During the last week of Eastmoors Steelworks in Splott in 1978, photographer Huw Powell was allowed access to photograph the end of an era.
Inksplott is incredibly excited to bring you the beautiful photographs of the last days of the steel works, which we believe have never been seen before.
We’re hoping that there are people you recognise and can share these photographs with them. We’ll be bringing you more information about the photographer and the story behind the scenes soon, but in the meantime, enjoy this incredible glimpse into the past (and the once beating industrial heart of Splott).
4.00 pm A employee, cycles away from the once busy entrance to East Moors Steel Works, Cardiff at the end of the plants final shift.
Clocking in for very last time.
10.30 am Making his way past the well used clocking-in-machine this man counts his final wage packet.
End of the line for this shunting engine, its driver and his mate.
9.00am From high on the catwalks, the complexity, the grime and the age of the 100 year old steel works can be clearly seen .
11..15am The last pay packets are now being collected by the men, many who had worked their entire lives in the plant.
11.30am Last decisions are made in offices.
The electricity running the production line is shut down for the final time.
One of the many small sad farewell parties around the works on its final day of production.
Shutting the huge machinary down for the last time.
11.00am The line forms at the wages office for the final wage packets.
9.30am Fresh steel, red hot and glowing, rolls down line for the final time.
10.00am The younger workers unsure what to do, are happy to hang about, their work is now finished.
11.00 Still clocked on, these men clear up the site that will be demolished in the coming months.
“Keep it tidy” the sign says. This man’s job was clearing slag from large buckets with a sledge hammer.

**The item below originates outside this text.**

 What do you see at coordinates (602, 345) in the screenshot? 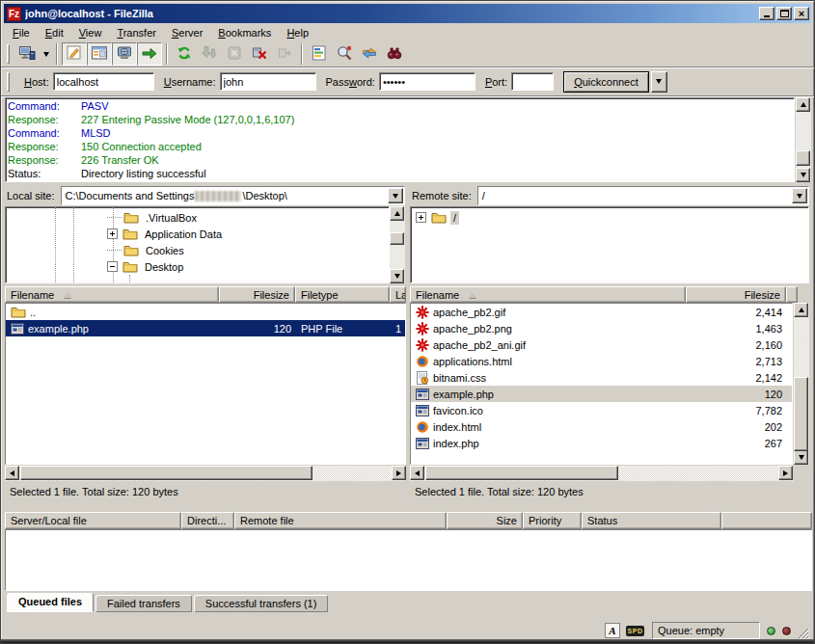
I see `file-row: apache_pb2_ani.gif2,160` at bounding box center [602, 345].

12.00am People stood about,killing time, unsure how to react .
They down tools ready to walk away from the job.
Two tungston light bulbs, hanging from the celing, lit up this mans work place. He is in charge of an decades old electricity generator that powered to the production line.
11.00 Their shift finished, these men use a washroom in filthy conditions that would never be tolerated in todays work enviroment.
11.40am A crane driver manovers the some of last of the glowing steel down the production line.
12.am By now the last drinks parties are in full swing around the site.
12.15am A lone man sits in one of the numerous grubby improvised canteens around the works, unsure what to do next.
Local children in a cafe next to the site. Their parents work in the steel works, and have left them in a safe place. These children would have been expected to join their fathers in the works when old enough.
12,30am A jam jar makes an improvised beer glass as the drinking really starts at the end of the final shift.
12.45am The P45’s and final pay packets are still being handed out from the secure wages office. There is tension among the men.
1pm. Unable to leave for the final time, this man was found drunk and crying to himself at the back of the Works.
The engineer in charge of these ancient generators.
The scale of the machinary dwarfes the man who operated it.
1.30pm Figures seem to become ghosts as they move around the redundent landscape.
2.00pm A ladder is ‘liberated’ by these men, who laughed happily as their ‘get away’ was photographed.
A landscape of complex industrial shapes with figures moving through for the last time.
A lanscape of complex industrail shapes with figures moving around it for the last time.
People from all over the works gather to watch the final ingots of steel that East Moors ever produced.
1.00pm The parties are now in full swing.
12.00am This man will not leave his post as the final steel passes him going down the production line.
11.00am A man gazes from a site control room,
“Keep it tidy” the sign says. This man’s job was clearing slag from large buckets with a sledge hammer.
12.20am After a life at the Works this man told me he was resigned to never working again.
12.50 the final pay packet goes safely In the back pocket
2.00pm The party continues.
2pm Well dressed and ready to collect his final wages.
2pm A works manager signs off paperwork for a final time.
The senior managers from British Steel watch the final day’s production.
3.30pm A well used tea and locker room now lies empty and deserted.
11.45am A crane driver oversees the movement of the final steel produced.
4pm and the steel works falls silent . A stray cat feels safe to come out. The buildings are now almost empty and the remaining people seem like ghosts.
1.00am The last pay packets are passed out through the grill from the wages department. There is none of the usual banter and it is clear this is a traumatic experience.
2.30pm This man told me he had worked here, looking after these aging machines, ever since he left school.
2.00pm This man has collected his final pay packet, and has gone straight to the Unemployment Benefit office set up on site.
100 years of steel production finished. A chalked message sums it up.
These images are so powerful and poignant – they belong to everyone. Inksplott will be working with the photographer to apply for funding to display the photos in Splott and give out copies to the people who are in the photographs, who are related to the people in the photographs or have a real connection to any of these photographs.
Watch this space for more information, but for now, enjoy these. I hope they find their way to the people connected to them.
A HUGE THANK YOU to Huw Powell for trusting Inksplott to share these photographs after all these years.